How to handle build breaking external dependencies with a Continuous Integration server? (Ex, Crystal Reports with TeamCity)

I'm new to using continuous integration and have decided to go with TeamCity. One issue I have is that my code is not compiling due to a missing dependency.
(8, 7): error CS0246: The type or namespace name 'CrystalDecisions' could not be found (are you missing a using directive or an assembly reference?)
So, I'm not quite sure what is the proper thing to do here.
Do I install the Crystal Reports
redistributable and just let it sit there forever?
Do I set up my
build so that it installs Crystal
Reports before compiling and
uninstalls after all the tests are
complete?
Some other option I
don't know about?
Option (1) seems like it might be an issue since I could have multiple projects that need different versions of Crystal Reports and perhaps I can't have them all installed. Option (2) seems like it might be possible through the command line.

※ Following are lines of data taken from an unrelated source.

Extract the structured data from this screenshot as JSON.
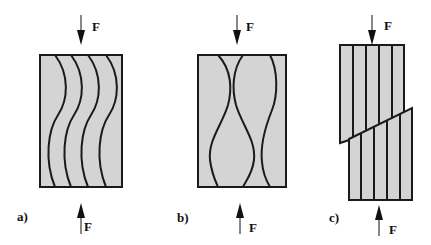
{
  "figure": {
    "colors": {
      "fill": "#d4d4d4",
      "stroke": "#1a1a1a",
      "arrow": "#111111"
    },
    "panels": [
      {
        "id": "a",
        "label": "a)",
        "force_top": "F",
        "force_bottom": "F",
        "description": "wavy fibers in phase (shear-mode buckling)"
      },
      {
        "id": "b",
        "label": "b)",
        "force_top": "F",
        "force_bottom": "F",
        "description": "wavy fibers out of phase (extension-mode buckling)"
      },
      {
        "id": "c",
        "label": "c)",
        "force_top": "F",
        "force_bottom": "F",
        "description": "straight fibers with oblique shear fracture"
      }
    ]
  }
}
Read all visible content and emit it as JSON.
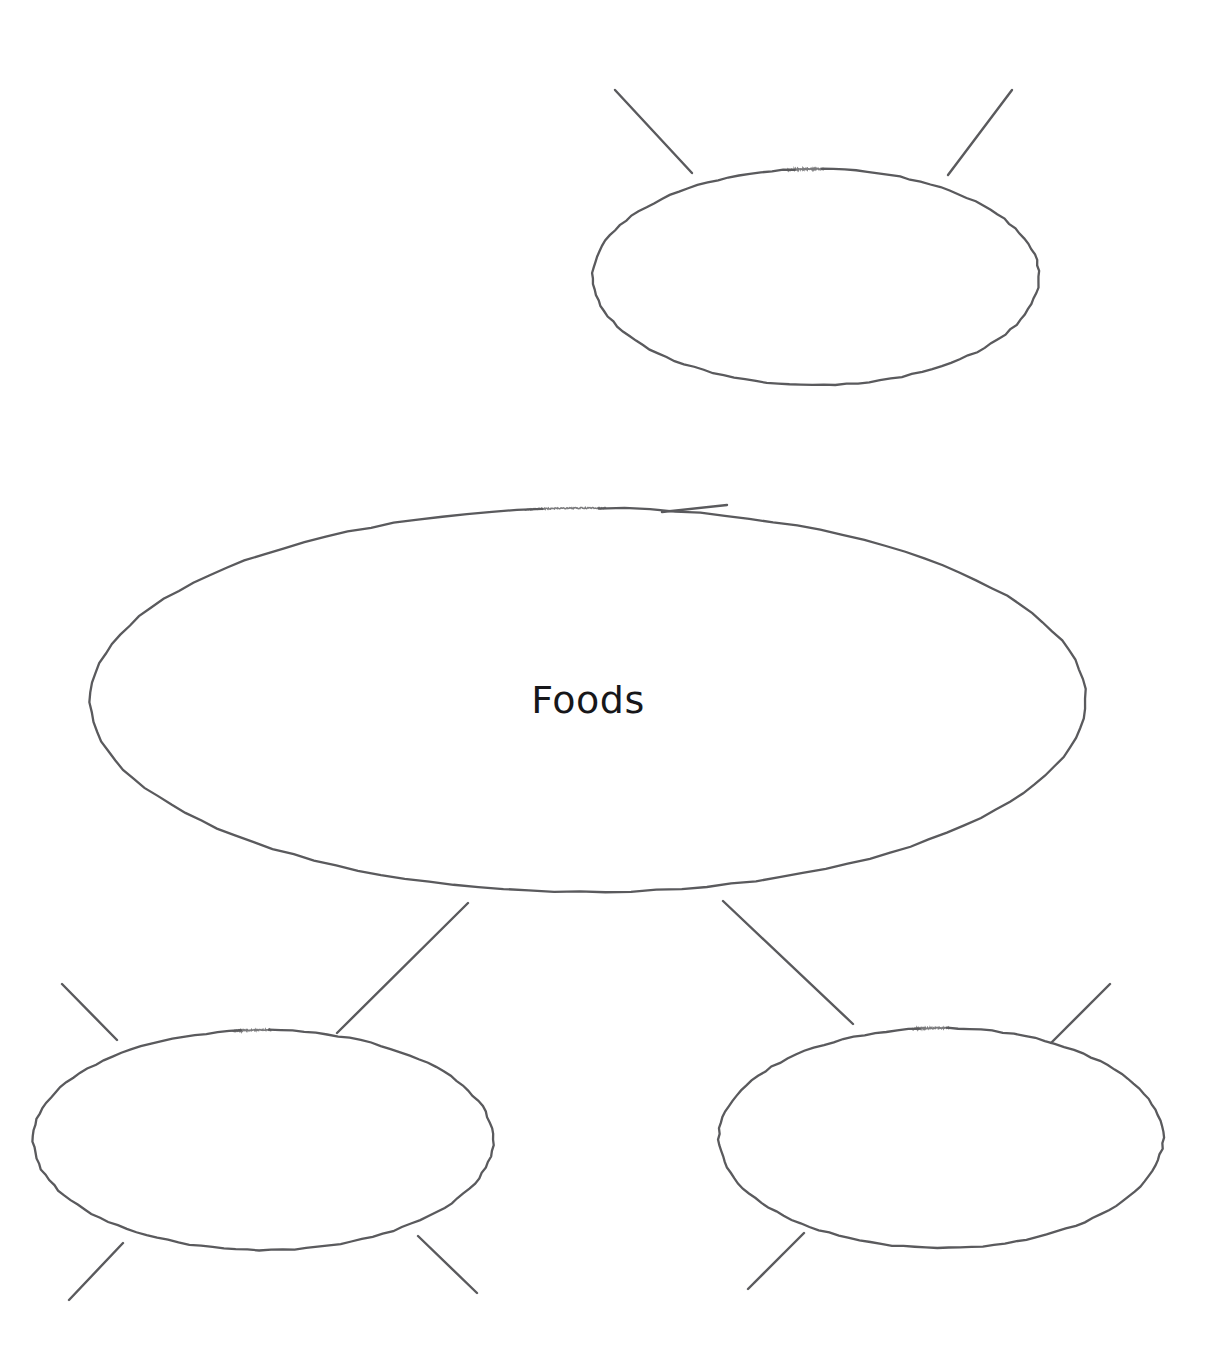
{
  "document": {
    "kind": "bubble-map-graphic-organizer",
    "background_color": "#ffffff",
    "stroke_color": "#5a5a5d",
    "text_color": "#17171a",
    "canvas": {
      "width": 1231,
      "height": 1371
    }
  },
  "nodes": [
    {
      "id": "center",
      "name": "center-bubble",
      "label": "Foods",
      "label_visible": true,
      "cx": 588,
      "cy": 700,
      "rx": 498,
      "ry": 192,
      "gap_angle_deg": -90,
      "gap_width_deg": 2.5
    },
    {
      "id": "top",
      "name": "top-bubble",
      "label": "",
      "label_visible": false,
      "cx": 816,
      "cy": 277,
      "rx": 223,
      "ry": 108,
      "gap_angle_deg": -90,
      "gap_width_deg": 3
    },
    {
      "id": "bottom-left",
      "name": "bottom-left-bubble",
      "label": "",
      "label_visible": false,
      "cx": 263,
      "cy": 1140,
      "rx": 230,
      "ry": 110,
      "gap_angle_deg": -90,
      "gap_width_deg": 3
    },
    {
      "id": "bottom-right",
      "name": "bottom-right-bubble",
      "label": "",
      "label_visible": false,
      "cx": 941,
      "cy": 1138,
      "rx": 222,
      "ry": 110,
      "gap_angle_deg": -90,
      "gap_width_deg": 3
    }
  ],
  "connectors": [
    {
      "name": "connector-center-to-top",
      "x1": 727,
      "y1": 505,
      "x2": 662,
      "y2": 512
    },
    {
      "name": "connector-top-upper-left",
      "x1": 615,
      "y1": 90,
      "x2": 692,
      "y2": 173
    },
    {
      "name": "connector-top-upper-right",
      "x1": 1012,
      "y1": 90,
      "x2": 948,
      "y2": 175
    },
    {
      "name": "connector-center-to-bottom-left",
      "x1": 468,
      "y1": 903,
      "x2": 337,
      "y2": 1033
    },
    {
      "name": "connector-center-to-bottom-right",
      "x1": 723,
      "y1": 901,
      "x2": 853,
      "y2": 1024
    },
    {
      "name": "connector-bottom-left-upper-left",
      "x1": 62,
      "y1": 984,
      "x2": 117,
      "y2": 1040
    },
    {
      "name": "connector-bottom-left-lower-left",
      "x1": 69,
      "y1": 1300,
      "x2": 123,
      "y2": 1243
    },
    {
      "name": "connector-bottom-left-lower-right",
      "x1": 477,
      "y1": 1293,
      "x2": 418,
      "y2": 1236
    },
    {
      "name": "connector-bottom-right-upper-right",
      "x1": 1110,
      "y1": 984,
      "x2": 1051,
      "y2": 1043
    },
    {
      "name": "connector-bottom-right-lower-left",
      "x1": 748,
      "y1": 1289,
      "x2": 804,
      "y2": 1233
    }
  ],
  "labels": {
    "center_text": "Foods"
  }
}
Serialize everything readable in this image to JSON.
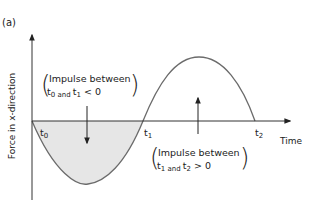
{
  "panel_label": "(a)",
  "axes": {
    "y_label": "Force in x-direction",
    "x_label": "Time"
  },
  "ticks": [
    {
      "base": "t",
      "sub": "0"
    },
    {
      "base": "t",
      "sub": "1"
    },
    {
      "base": "t",
      "sub": "2"
    }
  ],
  "annotations": [
    {
      "line1": "Impulse between",
      "line2_t_a": "t",
      "line2_sub_a": "0",
      "line2_and": " and ",
      "line2_t_b": "t",
      "line2_sub_b": "1",
      "line2_rel": " < 0",
      "direction": "down"
    },
    {
      "line1": "Impulse between",
      "line2_t_a": "t",
      "line2_sub_a": "1",
      "line2_and": " and ",
      "line2_t_b": "t",
      "line2_sub_b": "2",
      "line2_rel": " > 0",
      "direction": "up"
    }
  ],
  "colors": {
    "curve": "#6b6b6b",
    "axis": "#333333",
    "shade": "#e6e6e6",
    "arrow": "#222222"
  }
}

I'm guessing this is the normal way to do this?
Thanks
To answer your question succinctly, you should install the redistributable on every box that is expected to compile the codebase, including TeamCity build agents, and leave it there indefinitely (you should, from that point, only have to touch that package again to update it to a later version as your application may require).
Usually, the TeamCity server (and/or its build agents if using a distributed CI model) needs to be set up with a simplistic development environment and/or an installation of the software. Put another way, the build agent will need the same resources that the dev environment would need in order to compile the application, except for a full install of the IDE (you're probably using msbuild or nant instead), for exactly the same reasons that the dev environment needs the resources. Such resources include, but are not limited to:
The codebase itself; all source code, config files and content/embedded resource files.

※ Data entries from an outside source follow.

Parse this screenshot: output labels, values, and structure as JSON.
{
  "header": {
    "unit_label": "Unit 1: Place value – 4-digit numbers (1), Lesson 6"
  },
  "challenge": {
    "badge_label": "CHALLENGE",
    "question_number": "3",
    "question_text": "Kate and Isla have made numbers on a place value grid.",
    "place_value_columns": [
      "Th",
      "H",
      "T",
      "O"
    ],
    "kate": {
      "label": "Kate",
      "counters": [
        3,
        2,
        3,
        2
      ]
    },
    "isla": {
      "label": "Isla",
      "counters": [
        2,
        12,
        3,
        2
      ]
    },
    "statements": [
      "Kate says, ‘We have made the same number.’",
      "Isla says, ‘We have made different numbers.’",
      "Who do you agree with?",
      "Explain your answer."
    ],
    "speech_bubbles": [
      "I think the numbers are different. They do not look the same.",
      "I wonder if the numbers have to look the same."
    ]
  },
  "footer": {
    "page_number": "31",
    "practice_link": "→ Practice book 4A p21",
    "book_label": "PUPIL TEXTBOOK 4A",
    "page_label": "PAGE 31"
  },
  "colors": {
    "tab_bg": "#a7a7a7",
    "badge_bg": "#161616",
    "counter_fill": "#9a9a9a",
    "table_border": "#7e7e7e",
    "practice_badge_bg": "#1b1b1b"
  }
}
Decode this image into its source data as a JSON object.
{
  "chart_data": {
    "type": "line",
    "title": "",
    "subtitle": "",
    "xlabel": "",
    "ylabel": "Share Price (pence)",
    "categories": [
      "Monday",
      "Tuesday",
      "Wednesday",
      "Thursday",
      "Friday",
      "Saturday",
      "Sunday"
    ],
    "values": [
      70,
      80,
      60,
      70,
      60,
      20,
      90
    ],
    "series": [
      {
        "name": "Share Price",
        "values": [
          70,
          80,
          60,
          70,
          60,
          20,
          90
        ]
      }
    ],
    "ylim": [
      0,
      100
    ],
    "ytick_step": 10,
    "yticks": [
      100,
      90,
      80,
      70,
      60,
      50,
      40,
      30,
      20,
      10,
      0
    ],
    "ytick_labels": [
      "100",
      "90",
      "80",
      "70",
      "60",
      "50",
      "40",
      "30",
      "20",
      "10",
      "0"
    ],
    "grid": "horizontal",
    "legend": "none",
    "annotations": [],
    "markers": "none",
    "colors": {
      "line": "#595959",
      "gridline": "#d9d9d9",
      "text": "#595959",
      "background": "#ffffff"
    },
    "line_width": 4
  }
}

The targeted version of the .NET Framework, and any other version you wish to support explicitly (such as 3.5 when you target 4.0)
External libraries such as ORM and IoC frameworks, NUnit, custom data providers such as SqLite, and yes, redistributables such as Crystal Reports. This includes GAC registration as necessary.
Proper folder structure for inputs, outputs, assembly references, etc. identical to the dev environment.
The easiest way to ensure this is all present is to build it into your solution architecture where possible.